If a new company called Finali has anything to do with it, that may be about to change.

Finali creates personal assistant characters, called netSages, that whileappearing live to site customers, are actually automated videos of realpeople offering help with virtually any aspect of the shopping experience, including policies, product availability and technical support.

Talking Back

Each video response by a netSage is prompted by a user’s selection from a series of help links, so customers feel as though they are receiving directfeedback from a real sales assistant. In addition, users can switch to alive online specialist at anytime during the process.

The netSages can be customized for each e-tailer, and they also collectdemographic data from the customer, with a success rate that Finali claimsis three times better than using standard request forms.

NativeMinds is another mover in the virtual interaction arena. The San Francisco-based company, which counts the Ford Motor Company and Oracle among its clients, builds and maintains automated online customer service and support agents called vReps.

Using the company’s flagship product, NeuroServer, vReps answer customer questions via two-way, conversational dialog.

Social Hour

According to Rubin, virtual representatives are the result of many years of psychological research on how people interact with computers and technology.

“It’s very smart,” said Rubin. “[Finali] realizes broadband isn’t hereyet and what will get people to buy more can all be treated through thisautomated sage. We’ll see a lot more of this kind of social interface.”

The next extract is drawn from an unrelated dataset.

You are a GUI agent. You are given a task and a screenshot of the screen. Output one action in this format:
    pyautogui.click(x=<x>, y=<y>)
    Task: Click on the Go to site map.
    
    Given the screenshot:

Dell, BMW, and Amazon are some of the major e-tailers already on Finali’s client list.

4 Comments

  • Could you ballpark the cost of the service , say, in a limited number of applications to allow small business web sites to know whether the service is within reach?

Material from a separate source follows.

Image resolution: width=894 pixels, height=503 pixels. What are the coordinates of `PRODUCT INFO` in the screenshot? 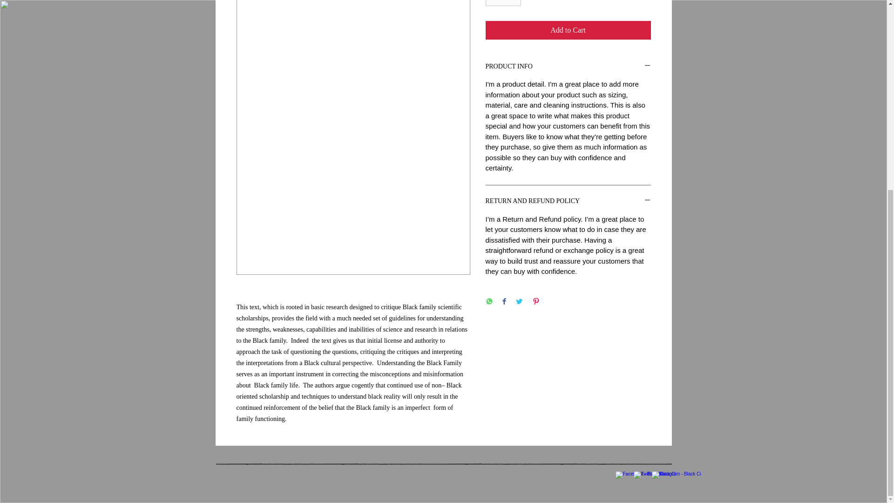 It's located at (568, 67).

  • Agree that both databases are limiting, and that it’s the multiple product shoppers which are proving to be hardest to tackle. However, it is interesting that the new image-based search technology companies seem to have been overlooked. These technologies should not only make the shopping experience faster and more efficient, but should overcome database limitations AND encourage the impulse buy because users can compare VISUALLY the products which they are looking for. Language — either natural or boolean — will no longer be an issue, and that includes foreign language shoppers. I have only seen a few of these technologies work, but so far they are quite promising. (Lookthatup, eVision, Visfinity) (yes, I AM in the image technology field, but I don’t know enough to know if they will help the shopping experience). Anyone???

  • Natural search language has been tried before. And it doesn’t work better because it did not solve the real problems. The problem is not in the interface but in the database information. A search engine works well if and only if it has access to a well-referenced database with information pertaining to the users. To do so, you need: A huge relational database kept up-to-date by huge reference staff and a lot of willing customers that give you their opinions. That is not an easy task. For the rest of the features you talk about, in a year’s time you will understand that they do not bring anything useful.

    Continue to search…because they do not serve the user experience and they will not increase the ROI of any e-tailer.

  • Let me give you a piece of insight — The average retailer makes over 80% of their profit not from the

    guy who goes in and buys the one item he is looking for, but rather from the guy who buys

    the shirt, a tie, and a great-looking pair of trousers that he really wasn’t even looking for. That’s

    what e-commerce needs to strive for. Natural language only improves the typing experience, not

    the shopping experience. When you can get the Internet to duplicate the ability to browse, not

    search, the JCPenney catalog under 1 minute, then and only then will the Internet be able to

    beat its current rival, the catalog industry. Because to compare the Internet with an in-store

    experience, it’s a no-contest situation.